Sunday, April 26, 2009

Strait of Magellan

Lonely reaches of the Strait of Magellan.

Painted Selk'nam people, who lived in the interior of Tierra del Fuego.


The Strait of Magellan is a difficult 350 mile passage, but safer than the Drake Passage between Cape Horn and Antarctica. This route was discovered in 1520 by Ferdinand Magellan on his voyage to find the Spice Islands of Indonesia. Until the Panama Canal was completed in 1914, the Strait was the main route for steam ships between the Atlantic and Pacific Oceans. The Strait separates the mainland of South America and the Isla Grande of Tierra del Fuego and has been controlled by Chile since 1843. Along its remote empty miles we imagine the loneliness and self-sufficiency of long ago crews and ships.

Punta Arenas ("sandy point"), a center of commerce where forests and plains converge on the north side of the Strait, was founded in 1848. The immigrants were Spanish and Croatian. We walk up from the tender dock and along 21 de Mayo avenue to the main square. There is an information building in the square and there is a small market of booths selling handcrafted woolen items and jewelry. Vendors display deep blue lapis lazuli stones set in silver. There are earrings and necklaces. In Argentina, the national stone rhodochrosite (rose colored manganese carbonate) is cut, polished, set, and sold in much the same way.

Pan pipe music filters through the trees and we cross the square past the monument of Ferdinand Magellan on our way to the Sara Braun Palace. This grand old mansion is a museum, a hotel, and a restaurant. It is here that Henry discovers delicious chupe, the Chilean national dish. Then, after lunch, we find the Braun Menendez house, another museum displaying the households of the powerful early families in this community. The wealth of these families accrued from sheep production and control of about 10,000 sq km in southern Chile and Argentina. Unique to this mansion, is the open downstairs (basement) servant work areas and living quarters. After the Panama Canal was completed, commerce slowed considerably here in Punta Arenas.

Back in the square we note the bronze of the native Patagon at the base of Magellan's statue. His foot is brightly polished. Legend has it that those kissing that foot will return. Later we venture inside the Catholic church. We admire its enormous mosaic of Jesus's face above the altar and life-size statue of the beautiful St. Teresa of the Andes just inside the door. Walking back to the port area, a group of school-age young men in blazers and ties races past us to the intersection. They laugh and joke with all the exuberance of their youth.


_Brief_:
If an entry holds a picture, drop the picture but restate the entry word for word.
======== Records for processing
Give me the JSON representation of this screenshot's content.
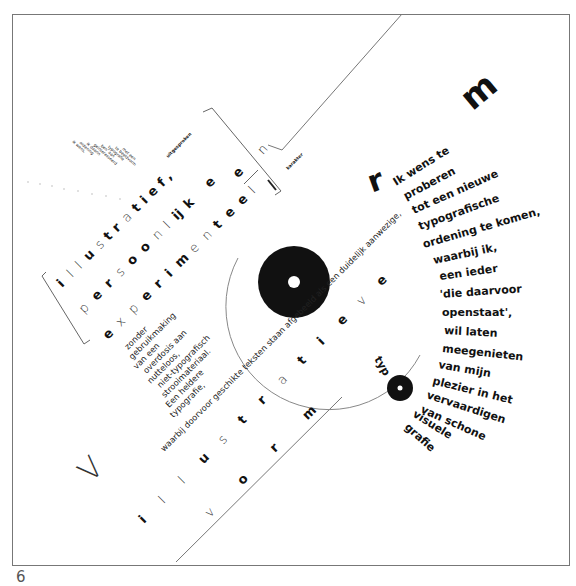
{
  "figure": {
    "number": "6"
  },
  "colors": {
    "ink": "#111111",
    "paper": "#ffffff",
    "rule": "#777777"
  },
  "headline_letters": {
    "m_top": "m",
    "n_bracket": "n",
    "e_bracket": "e",
    "r_large": "r",
    "v_large": "V"
  },
  "diagonal_words": {
    "illustratief": [
      "i",
      "l",
      "l",
      "u",
      "s",
      "t",
      "r",
      "a",
      "t",
      "i",
      "e",
      "f",
      ","
    ],
    "persoonlijke": [
      "p",
      "e",
      "r",
      "s",
      "o",
      "o",
      "n",
      "l",
      "ij",
      "k",
      "e"
    ],
    "experimenteel": [
      "e",
      "x",
      "p",
      "e",
      "r",
      "i",
      "m",
      "e",
      "n",
      "t",
      "e",
      "e",
      "l"
    ],
    "illustratieve": [
      "i",
      "l",
      "l",
      "u",
      "s",
      "t",
      "r",
      "a",
      "t",
      "i",
      "e",
      "v",
      "e"
    ],
    "vorm": [
      "v",
      "o",
      "r",
      "m"
    ]
  },
  "small_labels": {
    "uitgesproken": "uitgesproken",
    "karakter": "karakter"
  },
  "tiny_list": [
    "ik wens,",
    "ordening",
    "ik daarin",
    "geïnteresseerd",
    "ben' aan",
    "typografie",
    "te beeldvorm",
    "met een"
  ],
  "left_column": [
    "zonder",
    "gebruikmaking",
    "van een",
    "overdosis aan",
    "nutteloos,",
    "niet-typografisch",
    "strooimateriaal.",
    "Een heldere",
    "typografie,"
  ],
  "long_line": "waarbij doorvoor geschikte teksten staan afgebeeld als een duidelijk aanwezige,",
  "right_column": [
    "Ik wens te",
    "proberen",
    "tot een nieuwe",
    "typografische",
    "ordening te komen,",
    "waarbij ik,",
    "een ieder",
    "'die daarvoor",
    "openstaat',",
    "wil laten",
    "meegenieten",
    "van mijn",
    "plezier in het",
    "vervaardigen",
    "van schone",
    "visuele",
    "grafie"
  ],
  "typ_fragment": "typ"
}
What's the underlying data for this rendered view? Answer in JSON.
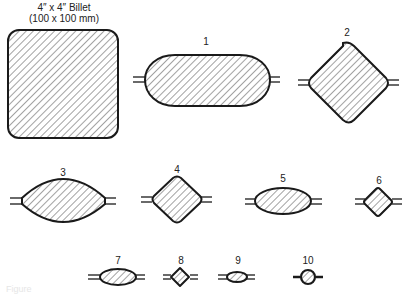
{
  "figure": {
    "billet": {
      "label_line1": "4″ x 4″ Billet",
      "label_line2": "(100 x 100 mm)",
      "shape": "rounded-square"
    },
    "passes": [
      {
        "number": "1",
        "shape": "oval"
      },
      {
        "number": "2",
        "shape": "diamond"
      },
      {
        "number": "3",
        "shape": "lens"
      },
      {
        "number": "4",
        "shape": "diamond"
      },
      {
        "number": "5",
        "shape": "oval"
      },
      {
        "number": "6",
        "shape": "diamond"
      },
      {
        "number": "7",
        "shape": "oval"
      },
      {
        "number": "8",
        "shape": "diamond"
      },
      {
        "number": "9",
        "shape": "oval"
      },
      {
        "number": "10",
        "shape": "round"
      }
    ],
    "caption": "Figure",
    "colors": {
      "outline": "#1a1a1a",
      "hatch": "#555555",
      "background": "#ffffff"
    }
  }
}
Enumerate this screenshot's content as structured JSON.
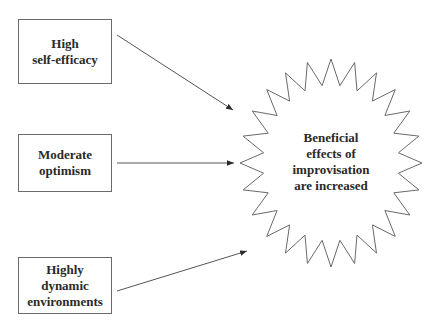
{
  "diagram": {
    "type": "concept-diagram",
    "colors": {
      "stroke": "#6a6a6a",
      "arrow": "#3a3a3a",
      "text": "#2a2a2a",
      "background": "#ffffff"
    },
    "factors": [
      {
        "id": "self-efficacy",
        "lines": [
          "High",
          "self-efficacy"
        ],
        "box": {
          "x": 18,
          "y": 19,
          "w": 94,
          "h": 65
        },
        "arrow": {
          "x1": 117,
          "y1": 35,
          "x2": 233,
          "y2": 110
        }
      },
      {
        "id": "optimism",
        "lines": [
          "Moderate",
          "optimism"
        ],
        "box": {
          "x": 18,
          "y": 134,
          "w": 94,
          "h": 58
        },
        "arrow": {
          "x1": 117,
          "y1": 163,
          "x2": 234,
          "y2": 163
        }
      },
      {
        "id": "dynamic-environments",
        "lines": [
          "Highly",
          "dynamic",
          "environments"
        ],
        "box": {
          "x": 18,
          "y": 257,
          "w": 94,
          "h": 57
        },
        "arrow": {
          "x1": 117,
          "y1": 291,
          "x2": 247,
          "y2": 251
        }
      }
    ],
    "outcome": {
      "lines": [
        "Beneficial",
        "effects of",
        "improvisation",
        "are increased"
      ],
      "star": {
        "cx": 331,
        "cy": 163,
        "points": 24,
        "outer_rx": 91,
        "outer_ry": 104,
        "inner_rx": 68,
        "inner_ry": 78
      }
    }
  }
}
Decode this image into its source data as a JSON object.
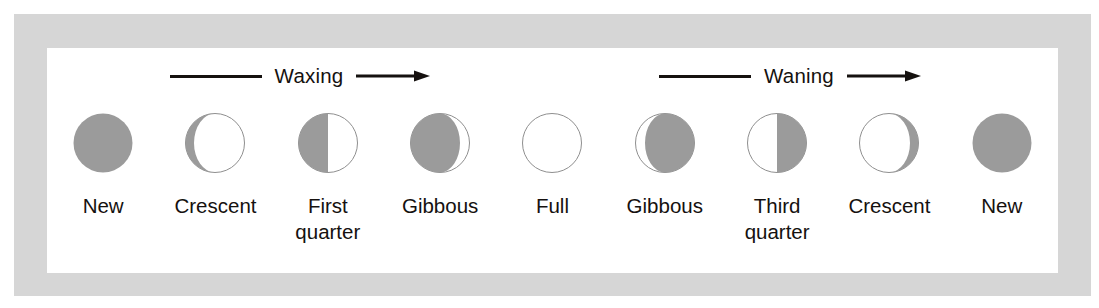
{
  "figure": {
    "frame_color": "#d6d6d6",
    "panel_color": "#ffffff",
    "ink_color": "#15110f",
    "shadow_color": "#9b9b9b",
    "outline_color": "#8f8f8f"
  },
  "annotations": [
    {
      "label": "Waxing",
      "direction": "right",
      "icon": "arrow-right-icon"
    },
    {
      "label": "Waning",
      "direction": "right",
      "icon": "arrow-right-icon"
    }
  ],
  "phases": [
    {
      "label_line1": "New",
      "label_line2": "",
      "icon": "moon-new-icon",
      "illumination": 0.0,
      "lit_side": "none",
      "shape": "full-dark"
    },
    {
      "label_line1": "Crescent",
      "label_line2": "",
      "icon": "moon-waxing-crescent-icon",
      "illumination": 0.18,
      "lit_side": "right",
      "shape": "crescent-right"
    },
    {
      "label_line1": "First",
      "label_line2": "quarter",
      "icon": "moon-first-quarter-icon",
      "illumination": 0.5,
      "lit_side": "right",
      "shape": "half-right"
    },
    {
      "label_line1": "Gibbous",
      "label_line2": "",
      "icon": "moon-waxing-gibbous-icon",
      "illumination": 0.82,
      "lit_side": "right",
      "shape": "gibbous-right"
    },
    {
      "label_line1": "Full",
      "label_line2": "",
      "icon": "moon-full-icon",
      "illumination": 1.0,
      "lit_side": "both",
      "shape": "full-light"
    },
    {
      "label_line1": "Gibbous",
      "label_line2": "",
      "icon": "moon-waning-gibbous-icon",
      "illumination": 0.82,
      "lit_side": "left",
      "shape": "gibbous-left"
    },
    {
      "label_line1": "Third",
      "label_line2": "quarter",
      "icon": "moon-third-quarter-icon",
      "illumination": 0.5,
      "lit_side": "left",
      "shape": "half-left"
    },
    {
      "label_line1": "Crescent",
      "label_line2": "",
      "icon": "moon-waning-crescent-icon",
      "illumination": 0.18,
      "lit_side": "left",
      "shape": "crescent-left"
    },
    {
      "label_line1": "New",
      "label_line2": "",
      "icon": "moon-new-icon",
      "illumination": 0.0,
      "lit_side": "none",
      "shape": "full-dark"
    }
  ]
}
================
_Result below_:
Give me the JSON representation of this screenshot's content.
{
  "figure": {
    "number": "6"
  },
  "colors": {
    "ink": "#111111",
    "paper": "#ffffff",
    "rule": "#777777"
  },
  "headline_letters": {
    "m_top": "m",
    "n_bracket": "n",
    "e_bracket": "e",
    "r_large": "r",
    "v_large": "V"
  },
  "diagonal_words": {
    "illustratief": [
      "i",
      "l",
      "l",
      "u",
      "s",
      "t",
      "r",
      "a",
      "t",
      "i",
      "e",
      "f",
      ","
    ],
    "persoonlijke": [
      "p",
      "e",
      "r",
      "s",
      "o",
      "o",
      "n",
      "l",
      "ij",
      "k",
      "e"
    ],
    "experimenteel": [
      "e",
      "x",
      "p",
      "e",
      "r",
      "i",
      "m",
      "e",
      "n",
      "t",
      "e",
      "e",
      "l"
    ],
    "illustratieve": [
      "i",
      "l",
      "l",
      "u",
      "s",
      "t",
      "r",
      "a",
      "t",
      "i",
      "e",
      "v",
      "e"
    ],
    "vorm": [
      "v",
      "o",
      "r",
      "m"
    ]
  },
  "small_labels": {
    "uitgesproken": "uitgesproken",
    "karakter": "karakter"
  },
  "tiny_list": [
    "ik wens,",
    "ordening",
    "ik daarin",
    "geïnteresseerd",
    "ben' aan",
    "typografie",
    "te beeldvorm",
    "met een"
  ],
  "left_column": [
    "zonder",
    "gebruikmaking",
    "van een",
    "overdosis aan",
    "nutteloos,",
    "niet-typografisch",
    "strooimateriaal.",
    "Een heldere",
    "typografie,"
  ],
  "long_line": "waarbij doorvoor geschikte teksten staan afgebeeld als een duidelijk aanwezige,",
  "right_column": [
    "Ik wens te",
    "proberen",
    "tot een nieuwe",
    "typografische",
    "ordening te komen,",
    "waarbij ik,",
    "een ieder",
    "'die daarvoor",
    "openstaat',",
    "wil laten",
    "meegenieten",
    "van mijn",
    "plezier in het",
    "vervaardigen",
    "van schone",
    "visuele",
    "grafie"
  ],
  "typ_fragment": "typ"
}
What's the underlying data for this rendered view? Answer in JSON.
{
  "figure": {
    "billet": {
      "label_line1": "4″ x 4″ Billet",
      "label_line2": "(100 x 100 mm)",
      "shape": "rounded-square"
    },
    "passes": [
      {
        "number": "1",
        "shape": "oval"
      },
      {
        "number": "2",
        "shape": "diamond"
      },
      {
        "number": "3",
        "shape": "lens"
      },
      {
        "number": "4",
        "shape": "diamond"
      },
      {
        "number": "5",
        "shape": "oval"
      },
      {
        "number": "6",
        "shape": "diamond"
      },
      {
        "number": "7",
        "shape": "oval"
      },
      {
        "number": "8",
        "shape": "diamond"
      },
      {
        "number": "9",
        "shape": "oval"
      },
      {
        "number": "10",
        "shape": "round"
      }
    ],
    "caption": "Figure",
    "colors": {
      "outline": "#1a1a1a",
      "hatch": "#555555",
      "background": "#ffffff"
    }
  }
}
Enumerate this screenshot's content as structured JSON.
{
  "diagram": {
    "type": "concept-diagram",
    "colors": {
      "stroke": "#6a6a6a",
      "arrow": "#3a3a3a",
      "text": "#2a2a2a",
      "background": "#ffffff"
    },
    "factors": [
      {
        "id": "self-efficacy",
        "lines": [
          "High",
          "self-efficacy"
        ],
        "box": {
          "x": 18,
          "y": 19,
          "w": 94,
          "h": 65
        },
        "arrow": {
          "x1": 117,
          "y1": 35,
          "x2": 233,
          "y2": 110
        }
      },
      {
        "id": "optimism",
        "lines": [
          "Moderate",
          "optimism"
        ],
        "box": {
          "x": 18,
          "y": 134,
          "w": 94,
          "h": 58
        },
        "arrow": {
          "x1": 117,
          "y1": 163,
          "x2": 234,
          "y2": 163
        }
      },
      {
        "id": "dynamic-environments",
        "lines": [
          "Highly",
          "dynamic",
          "environments"
        ],
        "box": {
          "x": 18,
          "y": 257,
          "w": 94,
          "h": 57
        },
        "arrow": {
          "x1": 117,
          "y1": 291,
          "x2": 247,
          "y2": 251
        }
      }
    ],
    "outcome": {
      "lines": [
        "Beneficial",
        "effects of",
        "improvisation",
        "are increased"
      ],
      "star": {
        "cx": 331,
        "cy": 163,
        "points": 24,
        "outer_rx": 91,
        "outer_ry": 104,
        "inner_rx": 68,
        "inner_ry": 78
      }
    }
  }
}
Decode this image into its source data as a JSON object.
{
  "figure": {
    "frame_color": "#d6d6d6",
    "panel_color": "#ffffff",
    "ink_color": "#15110f",
    "shadow_color": "#9b9b9b",
    "outline_color": "#8f8f8f"
  },
  "annotations": [
    {
      "label": "Waxing",
      "direction": "right",
      "icon": "arrow-right-icon"
    },
    {
      "label": "Waning",
      "direction": "right",
      "icon": "arrow-right-icon"
    }
  ],
  "phases": [
    {
      "label_line1": "New",
      "label_line2": "",
      "icon": "moon-new-icon",
      "illumination": 0.0,
      "lit_side": "none",
      "shape": "full-dark"
    },
    {
      "label_line1": "Crescent",
      "label_line2": "",
      "icon": "moon-waxing-crescent-icon",
      "illumination": 0.18,
      "lit_side": "right",
      "shape": "crescent-right"
    },
    {
      "label_line1": "First",
      "label_line2": "quarter",
      "icon": "moon-first-quarter-icon",
      "illumination": 0.5,
      "lit_side": "right",
      "shape": "half-right"
    },
    {
      "label_line1": "Gibbous",
      "label_line2": "",
      "icon": "moon-waxing-gibbous-icon",
      "illumination": 0.82,
      "lit_side": "right",
      "shape": "gibbous-right"
    },
    {
      "label_line1": "Full",
      "label_line2": "",
      "icon": "moon-full-icon",
      "illumination": 1.0,
      "lit_side": "both",
      "shape": "full-light"
    },
    {
      "label_line1": "Gibbous",
      "label_line2": "",
      "icon": "moon-waning-gibbous-icon",
      "illumination": 0.82,
      "lit_side": "left",
      "shape": "gibbous-left"
    },
    {
      "label_line1": "Third",
      "label_line2": "quarter",
      "icon": "moon-third-quarter-icon",
      "illumination": 0.5,
      "lit_side": "left",
      "shape": "half-left"
    },
    {
      "label_line1": "Crescent",
      "label_line2": "",
      "icon": "moon-waning-crescent-icon",
      "illumination": 0.18,
      "lit_side": "left",
      "shape": "crescent-left"
    },
    {
      "label_line1": "New",
      "label_line2": "",
      "icon": "moon-new-icon",
      "illumination": 0.0,
      "lit_side": "none",
      "shape": "full-dark"
    }
  ]
}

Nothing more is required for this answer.